ESPN’s End of the Bargain
Although each of the schools has lived up to the large responsibility involved in this project, ESPN’s internal team has delivered on its end of the bargain, developing a brand-new and unique graphics package, a full ACC Network-dedicated studio on its Bristol, CT, campus, and new music and animations and offering production and operations training and support to the schools.

Another huge piece in establishing the ACC Network is making it just that: a network. ESPN has laid out an all-fiber infrastructure that connects not only all the sports venues on campus to each school’s centralized control room but a network that connects all the schools to all major ESPN facilities and to each other. On top of that has been placed a robust cloud-based network within which all 15 of the schools can exchange content and important templates with each other and receive important updates from the ESPN mothership.

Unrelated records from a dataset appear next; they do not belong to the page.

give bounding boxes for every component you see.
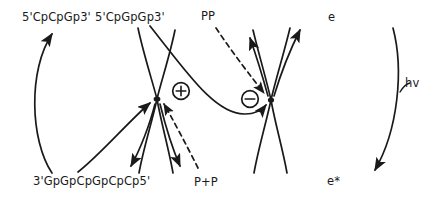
arc-hv-electron-to-excited (375, 28, 398, 170)
curve-left-crossing-upper-left (138, 28, 157, 99)
curve-right-crossing-lower-left (254, 100, 271, 173)
arrow-bottomleft-to-plus (78, 103, 150, 172)
label-electron: e (328, 11, 335, 24)
curve-right-crossing-lower-right (271, 100, 287, 173)
curve-left-crossing-lower-right (157, 99, 173, 173)
right-crossing-dot (268, 97, 274, 102)
label-photon-hv: hv (405, 77, 419, 90)
arc-left-bottom-to-topleft (35, 34, 52, 173)
charge-markers (173, 83, 259, 108)
left-crossing-dot (154, 96, 161, 101)
curve-right-crossing-upper-right (271, 28, 290, 100)
label-bottom-left-sequence: 3'GpGpCpGpCpCp5' (33, 175, 150, 188)
label-top-mid-sequence: 5'CpGpGp3' (95, 11, 165, 24)
label-pp: PP (201, 10, 215, 23)
diagram-canvas: 5'CpCpGp3' 5'CpGpGp3' PP e hv 3'GpGpCpGp… (0, 0, 445, 207)
label-top-left-sequence: 5'CpCpGp3' (22, 11, 91, 24)
label-p-plus-p: P+P (194, 176, 218, 189)
label-electron-excited: e* (327, 175, 340, 188)
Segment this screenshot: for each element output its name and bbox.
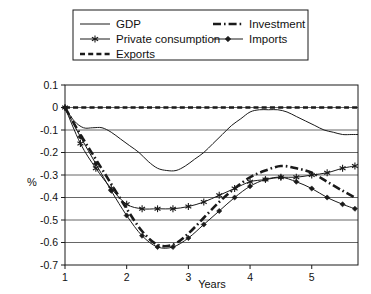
chart-legend: GDPPrivate consumptionExportsInvestmentI… (73, 10, 308, 60)
y-tick-label: -0.5 (40, 214, 58, 226)
y-axis-title: % (27, 176, 37, 188)
y-tick-label: 0.1 (43, 79, 58, 91)
x-tick-label: 1 (62, 271, 68, 283)
chart-svg: GDPPrivate consumptionExportsInvestmentI… (0, 0, 371, 294)
y-tick-label: -0.6 (40, 236, 58, 248)
y-tick-label: -0.1 (40, 124, 58, 136)
y-tick-label: -0.2 (40, 146, 58, 158)
x-tick-label: 5 (309, 271, 315, 283)
y-tick-label: -0.7 (40, 259, 58, 271)
legend-label: Private consumption (116, 33, 220, 45)
legend-label: Exports (116, 48, 155, 60)
chart-figure: GDPPrivate consumptionExportsInvestmentI… (0, 0, 371, 294)
x-axis-title: Years (198, 278, 226, 290)
y-tick-label: 0 (52, 101, 58, 113)
y-tick-label: -0.3 (40, 169, 58, 181)
y-tick-label: -0.4 (40, 191, 58, 203)
legend-label: GDP (116, 18, 141, 30)
legend-label: Imports (249, 33, 288, 45)
x-tick-label: 4 (247, 271, 253, 283)
x-tick-label: 2 (124, 271, 130, 283)
x-tick-label: 3 (185, 271, 191, 283)
legend-label: Investment (249, 18, 306, 30)
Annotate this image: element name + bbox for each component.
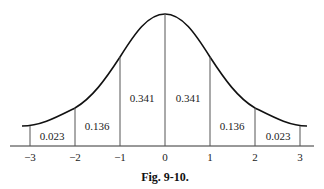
tick-label: −2 — [69, 151, 81, 163]
tick-label: 2 — [252, 151, 258, 163]
tick-label: −3 — [24, 151, 36, 163]
area-label: 0.341 — [176, 92, 201, 104]
area-label: 0.023 — [40, 130, 65, 142]
area-label: 0.023 — [266, 130, 291, 142]
tick-label: 0 — [162, 151, 168, 163]
tick-label: −1 — [114, 151, 126, 163]
area-label: 0.136 — [85, 120, 110, 132]
tick-label: 3 — [297, 151, 303, 163]
area-label: 0.136 — [220, 120, 245, 132]
tick-label: 1 — [207, 151, 213, 163]
figure-caption: Fig. 9-10. — [141, 170, 189, 184]
normal-curve-diagram: 0.023 0.136 0.341 0.341 0.136 0.023 −3 −… — [0, 0, 324, 189]
area-label: 0.341 — [130, 92, 155, 104]
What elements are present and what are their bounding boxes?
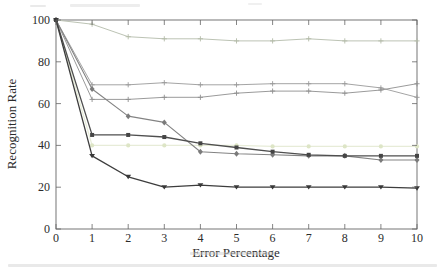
plus-marker-icon <box>342 81 347 86</box>
diamond-marker-icon <box>90 86 95 92</box>
x-tick-label: 2 <box>125 231 131 245</box>
plus-marker-icon <box>306 81 311 86</box>
x-tick-label: 0 <box>53 231 59 245</box>
plus-marker-icon <box>378 38 383 43</box>
line-chart-canvas: 012345678910020406080100 Error Percentag… <box>0 0 445 270</box>
square-marker-icon <box>198 141 202 145</box>
cropped-text-artifact <box>70 4 140 7</box>
circle-marker-icon <box>126 143 130 147</box>
plus-marker-icon <box>162 95 167 100</box>
plot-frame <box>56 20 417 229</box>
plus-marker-icon <box>198 95 203 100</box>
plus-marker-icon <box>414 38 419 43</box>
y-tick-label: 80 <box>38 55 50 69</box>
square-marker-icon <box>343 154 347 158</box>
y-tick-label: 40 <box>38 138 50 152</box>
cropped-band-artifact <box>8 264 437 267</box>
plot-border <box>56 20 417 229</box>
x-tick-label: 7 <box>306 231 312 245</box>
square-marker-icon <box>235 145 239 149</box>
circle-marker-icon <box>162 143 166 147</box>
plus-marker-icon <box>198 36 203 41</box>
square-marker-icon <box>271 150 275 154</box>
x-tick-label: 9 <box>378 231 384 245</box>
plus-marker-icon <box>162 80 167 85</box>
square-marker-icon <box>126 133 130 137</box>
series-line-dark-triangle-line <box>56 20 417 188</box>
circle-marker-icon <box>343 144 347 148</box>
plus-marker-icon <box>270 81 275 86</box>
cropped-text-artifact <box>248 3 262 5</box>
series-line-gray-plus-line-lower <box>56 20 417 99</box>
plot-series-group <box>53 17 420 191</box>
plus-marker-icon <box>342 38 347 43</box>
circle-marker-icon <box>415 144 419 148</box>
plus-marker-icon <box>414 95 419 100</box>
plus-marker-icon <box>342 91 347 96</box>
cropped-caption-artifact <box>190 252 275 255</box>
x-tick-label: 1 <box>89 231 95 245</box>
plus-marker-icon <box>126 82 131 87</box>
plus-marker-icon <box>234 82 239 87</box>
plus-marker-icon <box>126 97 131 102</box>
x-tick-label: 3 <box>161 231 167 245</box>
plus-marker-icon <box>306 88 311 93</box>
plus-marker-icon <box>234 38 239 43</box>
plus-marker-icon <box>162 36 167 41</box>
plus-marker-icon <box>198 82 203 87</box>
plus-marker-icon <box>126 34 131 39</box>
plus-marker-icon <box>270 38 275 43</box>
square-marker-icon <box>162 135 166 139</box>
plus-marker-icon <box>306 36 311 41</box>
circle-marker-icon <box>90 143 94 147</box>
y-tick-label: 100 <box>32 13 50 27</box>
x-tick-label: 10 <box>411 231 423 245</box>
diamond-marker-icon <box>415 157 420 163</box>
diamond-marker-icon <box>126 113 131 119</box>
cropped-text-artifact <box>30 5 46 7</box>
square-marker-icon <box>379 154 383 158</box>
y-tick-label: 0 <box>44 222 50 236</box>
x-tick-label: 6 <box>270 231 276 245</box>
circle-marker-icon <box>271 144 275 148</box>
square-marker-icon <box>90 133 94 137</box>
x-tick-label: 4 <box>197 231 203 245</box>
diamond-marker-icon <box>234 151 239 157</box>
x-tick-label: 8 <box>342 231 348 245</box>
y-axis-label: Recognition Rate <box>4 78 19 169</box>
square-marker-icon <box>415 154 419 158</box>
circle-marker-icon <box>379 144 383 148</box>
plus-marker-icon <box>270 88 275 93</box>
plus-marker-icon <box>234 91 239 96</box>
circle-marker-icon <box>307 144 311 148</box>
y-tick-label: 60 <box>38 97 50 111</box>
diamond-marker-icon <box>198 149 203 155</box>
plus-marker-icon <box>90 97 95 102</box>
plus-marker-icon <box>414 81 419 86</box>
y-tick-label: 20 <box>38 180 50 194</box>
figure-page: 012345678910020406080100 Error Percentag… <box>0 0 445 270</box>
series-dark-triangle-line <box>53 18 420 191</box>
diamond-marker-icon <box>378 157 383 163</box>
square-marker-icon <box>307 153 311 157</box>
x-tick-label: 5 <box>234 231 240 245</box>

“The server is a game-changer,” says Rosenfeld. “That’s something that we had put on the top of the wish list and got tremendous support from our superiors at ESPN that this will expedite the transfer of content, graphics, music, animations, rules, everything. [It] eliminates the need to call an assignment desk and book a feed and all of those things. What’s great is, the schools can operate between themselves, with content sharing separate from ESPN; they can partner with each other, and they don’t need to use ESPN as this way station to facilitate those transfers. That’s a really big win.”

ESPN will continue to handle production of many high-profile conference sports events throughout the year. The network will still roll up 53-ft. expando production trucks to produce significant football and basketball games airing on ESPN networks outside of ACCN. However, don’t be surprised if the day comes when these school-built facilities become home to more and more productions that air on ESPN networks. For example, ESPN produced a Duke basketball game (which rated over a 1.0) from Blue Devil Network’s control room last winter, and many baseball and softball Super Regionals were broadcast directly from others. Even prior to launch, the conference networks have proved their ability.

“Ultimately, we want the schools and their control rooms to focus on the volume of the ACC Network,” says Rosenfeld. “But these schools are ready to go, and we have the utmost confidence. Without a lot of fanfare, we’re doing ESPN, ESPN2 games out of these school control rooms already. What a great way to get ready to do the ACC Network!”